St. George Regional Airport’s annual economic impact is roughly $178 million. It also provides 1,936 jobs and generates $9.5 million in state and local taxes each year, according to a 2021 Utah Aviation Development Economic Impact Study. Also playing into the calculation is that St. George is now seen as a destination of choice rather than a place of second or last resort.
“Traditionally, people coming to southern Utah would fly into Vegas and stay there a few days to take advantage of the kind of entertainment it offers,” Guzman said. “But more and more, the younger generation seems to want to bypass Vegas and come here so they can start biking, hiking and touring Zion National Park and other places in Utah.”
For all it offers, though, the airport has some notable deficiencies.

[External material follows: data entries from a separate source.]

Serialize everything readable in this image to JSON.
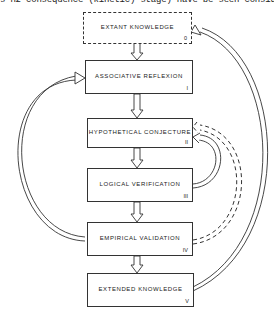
{
  "top_text": "s H2 consequence (kinetic) stage) have be seen consid",
  "diagram": {
    "boxes": [
      {
        "label": "EXTANT KNOWLEDGE",
        "number": "0"
      },
      {
        "label": "ASSOCIATIVE REFLEXION",
        "number": "I"
      },
      {
        "label": "HYPOTHETICAL CONJECTURE",
        "number": "II"
      },
      {
        "label": "LOGICAL VERIFICATION",
        "number": "III"
      },
      {
        "label": "EMPIRICAL VALIDATION",
        "number": "IV"
      },
      {
        "label": "EXTENDED KNOWLEDGE",
        "number": "V"
      }
    ],
    "arrows": [
      {
        "from": "0",
        "to": "I",
        "style": "hollow-straight"
      },
      {
        "from": "I",
        "to": "II",
        "style": "hollow-straight"
      },
      {
        "from": "II",
        "to": "III",
        "style": "hollow-straight"
      },
      {
        "from": "III",
        "to": "IV",
        "style": "hollow-straight"
      },
      {
        "from": "IV",
        "to": "V",
        "style": "hollow-straight"
      },
      {
        "from": "III",
        "to": "II",
        "style": "hollow-curved-loop"
      },
      {
        "from": "IV",
        "to": "I",
        "style": "hollow-curved-left"
      },
      {
        "from": "IV",
        "to": "II",
        "style": "dashed-curved-right"
      },
      {
        "from": "V",
        "to": "0",
        "style": "hollow-curved-right"
      }
    ]
  }
}
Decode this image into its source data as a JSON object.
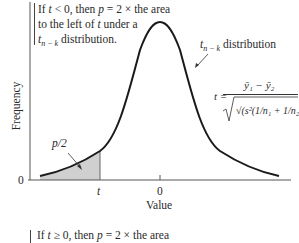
{
  "top_note": {
    "line1_prefix": "If ",
    "line1_var": "t",
    "line1_mid": " < 0, then ",
    "line1_p": "p",
    "line1_suffix": " = 2 × the area",
    "line2": "to the left of ",
    "line2_var": "t",
    "line2_suffix": " under a",
    "line3_var": "t",
    "line3_sub": "n − k",
    "line3_suffix": " distribution."
  },
  "curve_label": {
    "var": "t",
    "sub": "n − k",
    "suffix": " distribution"
  },
  "formula": {
    "lhs": "t =",
    "numerator": "ȳ₁ − ȳ₂",
    "denominator": "√(s²(1/n₁ + 1/n₂))"
  },
  "shaded_label": "p/2",
  "axes": {
    "ylabel": "Frequency",
    "xlabel": "Value",
    "y_zero_tick": "0",
    "x_ticks": [
      {
        "label": "t",
        "italic": true
      },
      {
        "label": "0",
        "italic": false
      }
    ]
  },
  "bottom_note": {
    "prefix": "If ",
    "var": "t",
    "mid": " ≥ 0, then ",
    "p": "p",
    "suffix": " = 2 × the area"
  },
  "colors": {
    "curve": "#1a1a1a",
    "shade": "#d0d0d0",
    "axis": "#555555"
  }
}
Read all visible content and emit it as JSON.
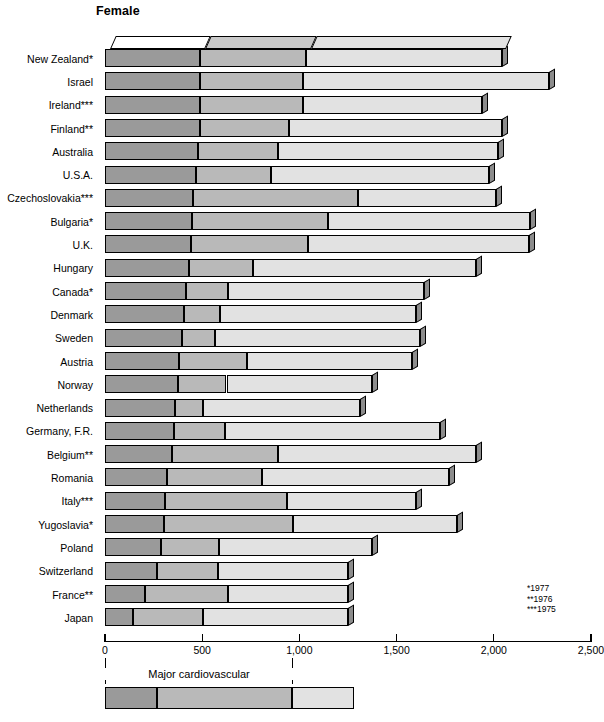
{
  "chart": {
    "title": "Female",
    "footnotes": [
      "*1977",
      "**1976",
      "***1975"
    ],
    "legend_label": "Major cardiovascular"
  },
  "axis": {
    "ticks": [
      "0",
      "500",
      "1,000",
      "1,500",
      "2,000",
      "2,500"
    ],
    "min": 0,
    "max": 2500
  },
  "colors": {
    "segment1": "#9a9a9a",
    "segment2": "#b9b9b9",
    "segment3": "#e2e2e2",
    "outline": "#000000"
  },
  "chart_data": {
    "type": "bar",
    "orientation": "horizontal",
    "stacked": true,
    "title": "Female",
    "xlabel": "",
    "ylabel": "",
    "xlim": [
      0,
      2500
    ],
    "grid": false,
    "legend_position": "bottom",
    "series": [
      {
        "name": "Ischaemic heart disease",
        "color": "#9a9a9a"
      },
      {
        "name": "Other major cardiovascular",
        "color": "#b9b9b9"
      },
      {
        "name": "All other causes",
        "color": "#e2e2e2"
      }
    ],
    "legend_bracket": {
      "label": "Major cardiovascular",
      "covers": [
        0,
        1
      ],
      "extent": [
        0,
        960
      ]
    },
    "categories": [
      "New Zealand*",
      "Israel",
      "Ireland***",
      "Finland**",
      "Australia",
      "U.S.A.",
      "Czechoslovakia***",
      "Bulgaria*",
      "U.K.",
      "Hungary",
      "Canada*",
      "Denmark",
      "Sweden",
      "Austria",
      "Norway",
      "Netherlands",
      "Germany, F.R.",
      "Belgium**",
      "Romania",
      "Italy***",
      "Yugoslavia*",
      "Poland",
      "Switzerland",
      "France**",
      "Japan"
    ],
    "values": [
      [
        490,
        545,
        1005
      ],
      [
        490,
        530,
        1265
      ],
      [
        490,
        530,
        920
      ],
      [
        490,
        455,
        1095
      ],
      [
        480,
        410,
        1130
      ],
      [
        470,
        385,
        1120
      ],
      [
        455,
        845,
        710
      ],
      [
        445,
        700,
        1040
      ],
      [
        440,
        605,
        1135
      ],
      [
        430,
        330,
        1150
      ],
      [
        415,
        220,
        1005
      ],
      [
        405,
        185,
        1010
      ],
      [
        395,
        170,
        1055
      ],
      [
        380,
        350,
        850
      ],
      [
        375,
        250,
        750
      ],
      [
        360,
        145,
        805
      ],
      [
        355,
        260,
        1110
      ],
      [
        345,
        545,
        1020
      ],
      [
        320,
        490,
        960
      ],
      [
        310,
        625,
        665
      ],
      [
        305,
        660,
        845
      ],
      [
        290,
        295,
        790
      ],
      [
        265,
        315,
        670
      ],
      [
        205,
        430,
        615
      ],
      [
        145,
        360,
        745
      ]
    ],
    "totals": [
      2040,
      2285,
      1940,
      2040,
      2020,
      1975,
      2010,
      2185,
      2180,
      1910,
      1640,
      1600,
      1620,
      1580,
      1375,
      1310,
      1725,
      1910,
      1770,
      1600,
      1810,
      1375,
      1250,
      1250,
      1250
    ]
  },
  "notes": {
    "note_footnote_mapping": [
      "* = 1977",
      "** = 1976",
      "*** = 1975"
    ]
  }
}
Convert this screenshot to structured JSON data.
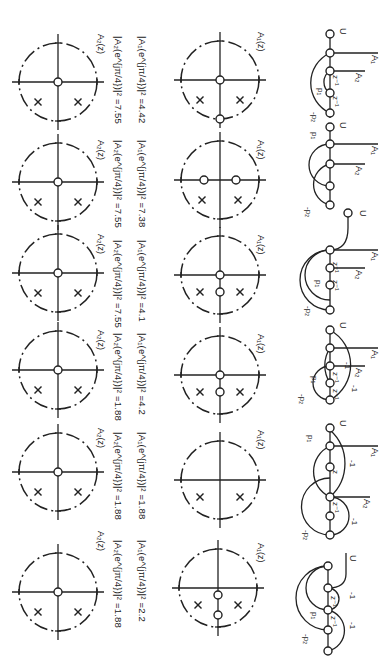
{
  "figure": {
    "orientation": "rotated 90 degrees clockwise",
    "row_count": 6,
    "rows": [
      {
        "index": 1,
        "flow_graph": {
          "input": "U",
          "outputs": [
            "A1",
            "A2"
          ],
          "delays": [
            "z-1",
            "z-1"
          ],
          "coefficients": [
            "p1",
            "-p2"
          ]
        },
        "a1_plot": {
          "label": "A1(z)",
          "zeros": "origin and unit circle",
          "poles": 2
        },
        "a2_plot": {
          "label": "A2(z)",
          "zeros": "origin",
          "poles": 2
        },
        "a1_mag_label": "|A1(e^jπ/4)|² = 4.42",
        "a2_mag_label": "|A2(e^jπ/4)|² = 7.55"
      },
      {
        "index": 2,
        "flow_graph": {
          "input": "U",
          "outputs": [
            "A1",
            "A2"
          ],
          "delays": [],
          "coefficients": [
            "p1",
            "-p2"
          ]
        },
        "a1_plot": {
          "label": "A1(z)",
          "zeros": "two on real axis",
          "poles": 2
        },
        "a2_plot": {
          "label": "A2(z)",
          "zeros": "origin",
          "poles": 2
        },
        "a1_mag_label": "|A1(e^jπ/4)|² = 7.38",
        "a2_mag_label": "|A2(e^jπ/4)|² = 7.55"
      },
      {
        "index": 3,
        "flow_graph": {
          "input": "U",
          "outputs": [
            "A1",
            "A2"
          ],
          "delays": [
            "z-1",
            "z-1"
          ],
          "coefficients": [
            "p1",
            "-p2"
          ]
        },
        "a1_plot": {
          "label": "A1(z)",
          "zeros": "origin and on imaginary axis",
          "poles": 2
        },
        "a2_plot": {
          "label": "A2(z)",
          "zeros": "origin",
          "poles": 2
        },
        "a1_mag_label": "|A1(e^jπ/4)|² = 4.1",
        "a2_mag_label": "|A2(e^jπ/4)|² = 7.55"
      },
      {
        "index": 4,
        "flow_graph": {
          "input": "U",
          "outputs": [
            "A1",
            "A2"
          ],
          "delays": [
            "z-1",
            "z-1"
          ],
          "coefficients": [
            "p1",
            "-p2",
            "-1",
            "-1"
          ]
        },
        "a1_plot": {
          "label": "A1(z)",
          "zeros": "origin and on imaginary axis",
          "poles": 2
        },
        "a2_plot": {
          "label": "A2(z)",
          "zeros": "origin",
          "poles": 2
        },
        "a1_mag_label": "|A1(e^jπ/4)|² = 4.2",
        "a2_mag_label": "|A2(e^jπ/4)|² = 1.88"
      },
      {
        "index": 5,
        "flow_graph": {
          "input": "U",
          "outputs": [
            "A1",
            "A2"
          ],
          "delays": [
            "z-1",
            "z-1"
          ],
          "coefficients": [
            "p1",
            "-p2",
            "-1",
            "-1"
          ]
        },
        "a1_plot": {
          "label": "A1(z)",
          "zeros": "none",
          "poles": 2
        },
        "a2_plot": {
          "label": "A2(z)",
          "zeros": "origin",
          "poles": 2
        },
        "a1_mag_label": "|A1(e^jπ/4)|² = 1.88",
        "a2_mag_label": "|A2(e^jπ/4)|² = 1.88"
      },
      {
        "index": 6,
        "flow_graph": {
          "input": "U",
          "outputs": [],
          "delays": [
            "z-1",
            "z-1"
          ],
          "coefficients": [
            "p1",
            "-p2",
            "-1",
            "-1"
          ]
        },
        "a1_plot": {
          "label": "A1(z)",
          "zeros": "two on imaginary axis",
          "poles": 2
        },
        "a2_plot": {
          "label": "A2(z)",
          "zeros": "origin",
          "poles": 2
        },
        "a1_mag_label": "|A1(e^jπ/4)|² = 2.2",
        "a2_mag_label": "|A2(e^jπ/4)|² = 1.88"
      }
    ]
  },
  "labels": {
    "U": "U",
    "A1": "A",
    "A1_sub": "1",
    "A2": "A",
    "A2_sub": "2",
    "z": "z",
    "neg1": "-1",
    "p1": "p",
    "p1_sub": "1",
    "p2": "-p",
    "p2_sub": "2",
    "A1z": "A₁(z)",
    "A2z": "A₂(z)"
  },
  "magnitudes": {
    "r1": {
      "a1": "|A₁(e^{jπ/4})|² =4.42",
      "a2": "|A₂(e^{jπ/4})|² =7.55"
    },
    "r2": {
      "a1": "|A₁(e^{jπ/4})|² =7.38",
      "a2": "|A₂(e^{jπ/4})|² =7.55"
    },
    "r3": {
      "a1": "|A₁(e^{jπ/4})|² =4.1",
      "a2": "|A₂(e^{jπ/4})|² =7.55"
    },
    "r4": {
      "a1": "|A₁(e^{jπ/4})|² =4.2",
      "a2": "|A₂(e^{jπ/4})|² =1.88"
    },
    "r5": {
      "a1": "|A₁(e^{jπ/4})|² =1.88",
      "a2": "|A₂(e^{jπ/4})|² =1.88"
    },
    "r6": {
      "a1": "|A₁(e^{jπ/4})|² =2.2",
      "a2": "|A₂(e^{jπ/4})|² =1.88"
    }
  }
}
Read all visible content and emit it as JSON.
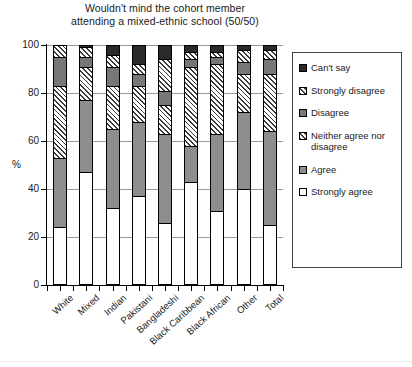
{
  "chart_data": {
    "type": "bar",
    "subtype": "stacked-bar-100",
    "title": "Wouldn't mind the cohort member attending a mixed-ethnic school (50/50)",
    "title_lines": [
      "Wouldn't mind the cohort member",
      "attending a mixed-ethnic school (50/50)"
    ],
    "xlabel": "",
    "ylabel": "%",
    "ylim": [
      0,
      100
    ],
    "yticks": [
      0,
      20,
      40,
      60,
      80,
      100
    ],
    "ytick_labels": [
      "0",
      "20",
      "40",
      "60",
      "80",
      "100"
    ],
    "grid": true,
    "grid_axis": "y",
    "legend_position": "right",
    "categories": [
      "White",
      "Mixed",
      "Indian",
      "Pakistani",
      "Bangladeshi",
      "Black Caribbean",
      "Black African",
      "Other",
      "Total"
    ],
    "series": [
      {
        "name": "Strongly agree",
        "pattern": "solid-white",
        "color": "#ffffff",
        "values": [
          24,
          47,
          32,
          37,
          26,
          43,
          31,
          40,
          25
        ]
      },
      {
        "name": "Agree",
        "pattern": "solid-gray",
        "color": "#8d8d8d",
        "values": [
          29,
          30,
          33,
          31,
          37,
          15,
          32,
          32,
          39
        ]
      },
      {
        "name": "Neither agree nor disagree",
        "pattern": "diagonal-hatch",
        "color": "#ffffff",
        "values": [
          30,
          14,
          18,
          15,
          12,
          33,
          29,
          16,
          24
        ]
      },
      {
        "name": "Disagree",
        "pattern": "solid-dark-gray",
        "color": "#777777",
        "values": [
          12,
          4,
          8,
          5,
          6,
          3,
          3,
          5,
          6
        ]
      },
      {
        "name": "Strongly disagree",
        "pattern": "diagonal-hatch",
        "color": "#ffffff",
        "values": [
          5,
          4,
          5,
          4,
          13,
          3,
          2,
          5,
          4
        ]
      },
      {
        "name": "Can't say",
        "pattern": "solid-black",
        "color": "#2a2a2a",
        "values": [
          0,
          1,
          4,
          8,
          6,
          3,
          3,
          2,
          2
        ]
      }
    ]
  },
  "legend": {
    "items": [
      {
        "label": "Can't say",
        "swatch": "cant-say"
      },
      {
        "label": "Strongly disagree",
        "swatch": "strongly-disagree"
      },
      {
        "label": "Disagree",
        "swatch": "disagree"
      },
      {
        "label": "Neither agree nor disagree",
        "swatch": "neither"
      },
      {
        "label": "Agree",
        "swatch": "agree"
      },
      {
        "label": "Strongly agree",
        "swatch": "strongly-agree"
      }
    ]
  }
}
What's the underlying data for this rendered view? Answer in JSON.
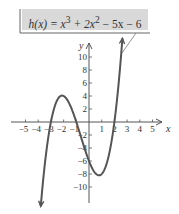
{
  "chart_data": {
    "type": "line",
    "function": "x^3 + 2x^2 - 5x - 6",
    "label_html_parts": [
      "h(x) = x",
      "3",
      " + 2x",
      "2",
      " − 5x − 6"
    ],
    "xlabel": "x",
    "ylabel": "y",
    "xlim": [
      -5.5,
      5.5
    ],
    "ylim": [
      -12,
      12
    ],
    "x_ticks": [
      -5,
      -4,
      -3,
      -2,
      -1,
      1,
      2,
      3,
      4,
      5
    ],
    "x_tick_labels": [
      "−5",
      "−4",
      "−3",
      "−2",
      "−1",
      "1",
      "2",
      "3",
      "4",
      "5"
    ],
    "y_ticks": [
      10,
      8,
      6,
      4,
      2,
      -2,
      -4,
      -6,
      -8,
      -10
    ],
    "y_tick_labels": [
      "10",
      "8",
      "6",
      "4",
      "2",
      "−2",
      "−4",
      "−6",
      "−8",
      "−10"
    ],
    "grid": false,
    "x_range_plotted": [
      -3.8,
      2.63
    ],
    "key_points": [
      {
        "x": -3,
        "y": 0
      },
      {
        "x": -1,
        "y": 0
      },
      {
        "x": 2,
        "y": 0
      },
      {
        "x": 0,
        "y": -6
      },
      {
        "x": -2.1,
        "y": 4.1
      },
      {
        "x": 0.8,
        "y": -8.2
      }
    ],
    "colors": {
      "curve": "#555555",
      "axes": "#555555",
      "label_bg": "#d9d9d9"
    }
  }
}
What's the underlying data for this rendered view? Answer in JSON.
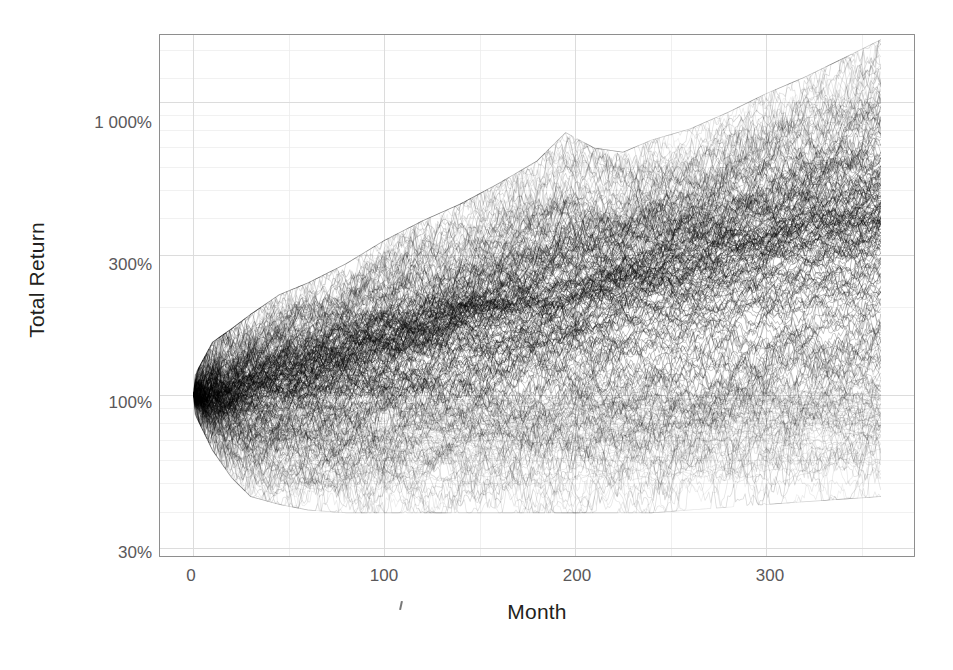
{
  "figure": {
    "background": "#ffffff",
    "axis_color": "#8e8e8e",
    "grid_color": "#dcdcdc",
    "line_color": "#000000",
    "tick_label_color": "#5a585a",
    "title_color": "#231f20"
  },
  "axes": {
    "x_title": "Month",
    "y_title": "Total Return"
  },
  "caption": {
    "text": ""
  },
  "chart_data": {
    "type": "line",
    "title": "",
    "subtitle": "",
    "xlabel": "Month",
    "ylabel": "Total Return",
    "yscale": "log",
    "xscale": "linear",
    "xlim": [
      -18,
      378
    ],
    "ylim": [
      28,
      1700
    ],
    "xticks": [
      0,
      100,
      200,
      300
    ],
    "xtick_labels": [
      "0",
      "100",
      "200",
      "300"
    ],
    "yticks": [
      30,
      100,
      300,
      1000
    ],
    "ytick_labels": [
      "30%",
      "100%",
      "300%",
      "1 000%"
    ],
    "grid": true,
    "grid_minor": true,
    "legend": null,
    "legend_position": "none",
    "n_paths": 250,
    "start_value": 100,
    "envelope": {
      "x": [
        0,
        10,
        20,
        30,
        45,
        60,
        80,
        100,
        120,
        140,
        160,
        180,
        195,
        210,
        225,
        240,
        260,
        280,
        300,
        320,
        340,
        360
      ],
      "upper": [
        102,
        135,
        150,
        168,
        196,
        215,
        250,
        300,
        350,
        400,
        470,
        560,
        700,
        620,
        600,
        660,
        720,
        820,
        950,
        1080,
        1250,
        1450
      ],
      "lower": [
        98,
        72,
        58,
        50,
        47,
        45,
        44,
        44,
        44,
        44,
        44,
        44,
        44,
        44,
        44,
        44,
        45,
        46,
        47,
        48,
        49,
        50
      ],
      "median": [
        100,
        103,
        106,
        110,
        117,
        124,
        136,
        150,
        163,
        178,
        193,
        210,
        220,
        230,
        242,
        255,
        278,
        300,
        325,
        352,
        380,
        410
      ]
    },
    "series_summary": [
      {
        "name": "upper envelope",
        "end_value": 1450
      },
      {
        "name": "median path",
        "end_value": 410
      },
      {
        "name": "lower envelope",
        "end_value": 50
      }
    ]
  }
}
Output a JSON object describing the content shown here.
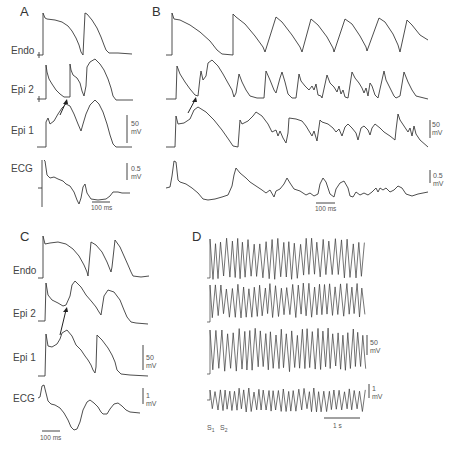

Currently, the airport has regional carrier SkyWest and three airlines — Delta, United and American — offering direct flights to Denver, Dallas, Phoenix, and Salt Lake City. But it dropped its direct United flights to Los Angeles during the COVID-19 pandemic. Stehmeier said the airport has been unable to recover the route due to a pilot shortage, airlines’ caution about expanding service and fewer Asian tourists coming to visit Utah’s national parks.
Hales hopes that changes — not only for him but also for his business. He wanted to have an off-site retreat in St. George for members of his executive team but recently opted instead to host it in Orange County due to the flight situation.
“It’s crazy that there’s no direct flight to the largest market in the western United States,” he said.
Conversely, John Haddow, who used to fly United out of St. George to Denver when he was commuting to work in Washington, D.C., loves the southern Utah airport, especially the service. He recalls inserting his ticket and credit card into a payment machine one night to exit the parking lot at St. George. Unlike the machine in the D.C. airport he frequented, the one in St. George required the ticket and the card to be inserted separately. Unfortunately, it was too dark at 9:30 that night for him to realize his mistake.
“It ate my credit card and I could not exit …,” he said. “I went into the airport, found someone, and he came out, opened up the machine and returned my card to me. That would never have happened at some larger airports.”